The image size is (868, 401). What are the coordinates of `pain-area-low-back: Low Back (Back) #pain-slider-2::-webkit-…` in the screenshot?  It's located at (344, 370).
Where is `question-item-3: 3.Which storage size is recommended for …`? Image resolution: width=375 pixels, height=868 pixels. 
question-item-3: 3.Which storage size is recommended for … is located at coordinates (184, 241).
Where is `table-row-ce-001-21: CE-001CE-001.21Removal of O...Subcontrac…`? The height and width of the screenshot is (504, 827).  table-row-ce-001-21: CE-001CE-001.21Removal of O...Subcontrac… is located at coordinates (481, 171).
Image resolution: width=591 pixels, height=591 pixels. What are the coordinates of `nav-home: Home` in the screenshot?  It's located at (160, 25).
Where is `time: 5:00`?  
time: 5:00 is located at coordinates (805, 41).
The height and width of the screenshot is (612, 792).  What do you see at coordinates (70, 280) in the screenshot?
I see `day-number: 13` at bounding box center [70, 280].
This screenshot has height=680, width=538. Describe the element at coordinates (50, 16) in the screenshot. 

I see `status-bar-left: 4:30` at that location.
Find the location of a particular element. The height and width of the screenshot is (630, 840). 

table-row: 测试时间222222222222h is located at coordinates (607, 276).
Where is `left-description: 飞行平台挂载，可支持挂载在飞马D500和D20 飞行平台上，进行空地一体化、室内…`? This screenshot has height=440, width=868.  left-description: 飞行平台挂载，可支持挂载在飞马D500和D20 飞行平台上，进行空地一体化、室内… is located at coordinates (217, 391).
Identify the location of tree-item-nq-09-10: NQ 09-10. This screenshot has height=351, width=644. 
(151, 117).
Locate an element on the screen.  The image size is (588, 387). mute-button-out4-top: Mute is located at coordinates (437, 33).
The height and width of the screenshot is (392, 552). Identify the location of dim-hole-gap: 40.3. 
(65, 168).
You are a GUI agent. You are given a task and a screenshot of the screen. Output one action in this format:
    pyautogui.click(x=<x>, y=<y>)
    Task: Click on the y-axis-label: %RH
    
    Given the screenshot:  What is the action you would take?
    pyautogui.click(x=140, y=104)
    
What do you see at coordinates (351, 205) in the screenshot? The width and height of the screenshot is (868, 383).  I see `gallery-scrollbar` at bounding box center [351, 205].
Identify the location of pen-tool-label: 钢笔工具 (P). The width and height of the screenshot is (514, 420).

§ **Exercise brief**: Filter the listing for the word "label" and copy every line that holds it.

§ **Problem solution**:
    Task: Click on the y-axis-label: %RH
Identify the location of pen-tool-label: 钢笔工具 (P). The width and height of the screenshot is (514, 420).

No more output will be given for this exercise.